0
Your cart

Your cart is empty

Books > Language & Literature > Language & linguistics

Buy Now

Quotative Indexes in African Languages - A Synchronic and Diachronic Survey (Hardcover) Loot Price: R4,793
Discovery Miles 47 930
Quotative Indexes in African Languages - A Synchronic and Diachronic Survey (Hardcover): Tom Guldemann

Quotative Indexes in African Languages - A Synchronic and Diachronic Survey (Hardcover)

Tom Guldemann

Series: Empirical Approaches to Language Typology [EALT]

 (sign in to rate)
Loot Price R4,793 Discovery Miles 47 930 | Repayment Terms: R449 pm x 12*

Bookmark and Share

Expected to ship within 12 - 17 working days

The book represents the results of a synchronic and diachronic cross-African survey of quotative indexes. These are linguistic expressions that signal in the ongoing discourse the presence of a quote (often called "direct reported speech"). For this purpose, 39 African languages were selected to represent the genealogical and geographical diversity of the continent. The study is based primarily on this language sample, in particular on the analysis of quotative indexes and related expressions from a text corpus of each sample language, but also includes a wide range of data from the published literature on other African as well as non- African languages. It is the first typological investigation of direct reported discourse of this magnitude in a large group of languages. The book may thus serve as a starting point of similar studies in other geographical areas or even with a global scope, as well as stimulate more detailed investigations of particular languages. The results of the African survey challenge several prevailing cross-linguistic generalizations regarding quotative indexes and reported discourse constructions as a whole, of which two are of particular interest. In the syntactic domain, where reported discourse has mostly been dealt with under so- called sentential complementation, the study supports the minority view that direct reported discourse and also a large portion of indirect reported discourse show hardly any evidence for the claim that the reported clause is a syntactic object complement of some matrix verb. With respect to grammaticalization, the work concludes that speech verbs are, against common belief, not a frequent source of quotatives, complementizers, and other related markers. Far more frequent sources are markers of similarity and manner; generic verbs of equation, inchoativity, and action; and pronominals referring to the quote or the speaker. Another more general conclusion of the study is that especially direct reported discourse can be fruitfully analyzed as part of a larger linguistic domain called "mimesis". This comprises expressions which represent a state of affairs by means of enactment/ performance rather than with the help of "canonical" linguistic signs and includes, besides reported discourse, world-referring bodily gestures, ideophone-like signs, and non-linguistic sound.

General

Imprint: de Gruyter Mouton
Country of origin: Germany
Series: Empirical Approaches to Language Typology [EALT]
Release date: November 2008
First published: 2001
Authors: Tom Guldemann
Dimensions: 230 x 150 x 48mm (L x W x T)
Format: Hardcover
Pages: 707
ISBN-13: 978-3-11-018590-4
Categories: Books > Language & Literature > Language & linguistics > General
LSN: 3-11-018590-3
Barcode: 9783110185904

Is the information for this product incomplete, wrong or inappropriate? Let us know about it.

Does this product have an incorrect or missing image? Send us a new image.

Is this product missing categories? Add more categories.

Review This Product

No reviews yet - be the first to create one!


▶ _Exercise aim_
In the entries below, find the line with "Task: Click on the span: Text area" and the line with "The height and width of the screenshot is (557, 1121).". Print those two and everything between them exactly, and nothing else.

▶ _Data extract_
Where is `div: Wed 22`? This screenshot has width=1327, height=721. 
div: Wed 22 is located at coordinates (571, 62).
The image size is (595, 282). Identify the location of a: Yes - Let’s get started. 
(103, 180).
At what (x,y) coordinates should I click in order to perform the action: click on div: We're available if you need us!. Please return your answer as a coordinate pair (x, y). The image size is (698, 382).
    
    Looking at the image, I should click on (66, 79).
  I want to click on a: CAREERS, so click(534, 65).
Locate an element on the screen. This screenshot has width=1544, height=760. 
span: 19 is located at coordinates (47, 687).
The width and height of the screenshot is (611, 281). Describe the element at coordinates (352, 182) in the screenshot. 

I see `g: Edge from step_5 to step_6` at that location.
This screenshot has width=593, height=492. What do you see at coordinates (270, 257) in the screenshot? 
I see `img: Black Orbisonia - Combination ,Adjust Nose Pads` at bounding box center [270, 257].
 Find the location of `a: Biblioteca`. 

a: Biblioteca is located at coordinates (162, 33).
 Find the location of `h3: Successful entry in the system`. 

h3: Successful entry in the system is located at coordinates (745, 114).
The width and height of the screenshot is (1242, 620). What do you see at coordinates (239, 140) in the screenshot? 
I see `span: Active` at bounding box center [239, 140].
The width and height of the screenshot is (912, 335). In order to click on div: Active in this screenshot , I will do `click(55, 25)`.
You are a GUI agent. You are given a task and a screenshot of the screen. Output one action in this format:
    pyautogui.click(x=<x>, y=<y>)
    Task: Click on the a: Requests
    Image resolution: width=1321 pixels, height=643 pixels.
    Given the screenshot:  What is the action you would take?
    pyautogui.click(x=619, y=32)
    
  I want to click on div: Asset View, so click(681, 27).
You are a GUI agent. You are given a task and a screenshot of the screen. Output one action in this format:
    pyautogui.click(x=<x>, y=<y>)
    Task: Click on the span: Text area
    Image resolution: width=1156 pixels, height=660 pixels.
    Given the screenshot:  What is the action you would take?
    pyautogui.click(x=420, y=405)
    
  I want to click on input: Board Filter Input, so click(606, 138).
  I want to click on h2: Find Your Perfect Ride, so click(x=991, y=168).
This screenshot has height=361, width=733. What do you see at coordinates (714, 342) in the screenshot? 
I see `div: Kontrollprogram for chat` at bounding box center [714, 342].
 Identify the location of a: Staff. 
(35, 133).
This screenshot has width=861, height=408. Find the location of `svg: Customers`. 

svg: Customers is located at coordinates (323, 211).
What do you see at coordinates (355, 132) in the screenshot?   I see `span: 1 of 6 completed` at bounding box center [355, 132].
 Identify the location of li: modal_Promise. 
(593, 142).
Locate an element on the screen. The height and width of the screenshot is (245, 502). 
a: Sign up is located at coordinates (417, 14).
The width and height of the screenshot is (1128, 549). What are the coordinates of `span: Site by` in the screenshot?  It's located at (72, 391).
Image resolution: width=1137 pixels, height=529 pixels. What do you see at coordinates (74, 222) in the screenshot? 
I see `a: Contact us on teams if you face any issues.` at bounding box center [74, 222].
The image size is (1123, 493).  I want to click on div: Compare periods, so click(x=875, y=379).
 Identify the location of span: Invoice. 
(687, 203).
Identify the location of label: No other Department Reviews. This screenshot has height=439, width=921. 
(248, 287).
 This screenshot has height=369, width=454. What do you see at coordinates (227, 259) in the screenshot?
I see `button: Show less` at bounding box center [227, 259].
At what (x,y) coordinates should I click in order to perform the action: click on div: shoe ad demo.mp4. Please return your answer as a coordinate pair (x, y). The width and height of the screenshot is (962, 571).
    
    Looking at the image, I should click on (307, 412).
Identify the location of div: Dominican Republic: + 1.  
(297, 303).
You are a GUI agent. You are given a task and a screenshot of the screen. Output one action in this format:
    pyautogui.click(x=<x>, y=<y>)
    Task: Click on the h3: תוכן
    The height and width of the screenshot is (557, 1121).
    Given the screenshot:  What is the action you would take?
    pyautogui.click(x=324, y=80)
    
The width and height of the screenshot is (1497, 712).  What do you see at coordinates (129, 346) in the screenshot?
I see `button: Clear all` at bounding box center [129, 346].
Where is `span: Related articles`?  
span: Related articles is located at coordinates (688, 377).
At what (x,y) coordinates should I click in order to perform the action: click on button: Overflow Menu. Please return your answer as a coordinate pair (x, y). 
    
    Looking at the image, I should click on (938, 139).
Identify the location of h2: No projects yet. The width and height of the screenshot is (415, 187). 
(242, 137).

▶ _Reply to the exercise_
    Task: Click on the span: Text area
    Image resolution: width=1156 pixels, height=660 pixels.
    Given the screenshot:  What is the action you would take?
    pyautogui.click(x=420, y=405)
    
  I want to click on input: Board Filter Input, so click(606, 138).
  I want to click on h2: Find Your Perfect Ride, so click(x=991, y=168).
This screenshot has height=361, width=733. What do you see at coordinates (714, 342) in the screenshot? 
I see `div: Kontrollprogram for chat` at bounding box center [714, 342].
 Identify the location of a: Staff. 
(35, 133).
This screenshot has width=861, height=408. Find the location of `svg: Customers`. 

svg: Customers is located at coordinates (323, 211).
What do you see at coordinates (355, 132) in the screenshot?   I see `span: 1 of 6 completed` at bounding box center [355, 132].
 Identify the location of li: modal_Promise. 
(593, 142).
Locate an element on the screen. The height and width of the screenshot is (245, 502). 
a: Sign up is located at coordinates (417, 14).
The width and height of the screenshot is (1128, 549). What are the coordinates of `span: Site by` in the screenshot?  It's located at (72, 391).
Image resolution: width=1137 pixels, height=529 pixels. What do you see at coordinates (74, 222) in the screenshot? 
I see `a: Contact us on teams if you face any issues.` at bounding box center [74, 222].
The image size is (1123, 493).  I want to click on div: Compare periods, so click(x=875, y=379).
 Identify the location of span: Invoice. 
(687, 203).
Identify the location of label: No other Department Reviews. This screenshot has height=439, width=921. 
(248, 287).
 This screenshot has height=369, width=454. What do you see at coordinates (227, 259) in the screenshot?
I see `button: Show less` at bounding box center [227, 259].
At what (x,y) coordinates should I click in order to perform the action: click on div: shoe ad demo.mp4. Please return your answer as a coordinate pair (x, y). The width and height of the screenshot is (962, 571).
    
    Looking at the image, I should click on (307, 412).
Identify the location of div: Dominican Republic: + 1.  
(297, 303).
You are a GUI agent. You are given a task and a screenshot of the screen. Output one action in this format:
    pyautogui.click(x=<x>, y=<y>)
    Task: Click on the h3: תוכן
    The height and width of the screenshot is (557, 1121).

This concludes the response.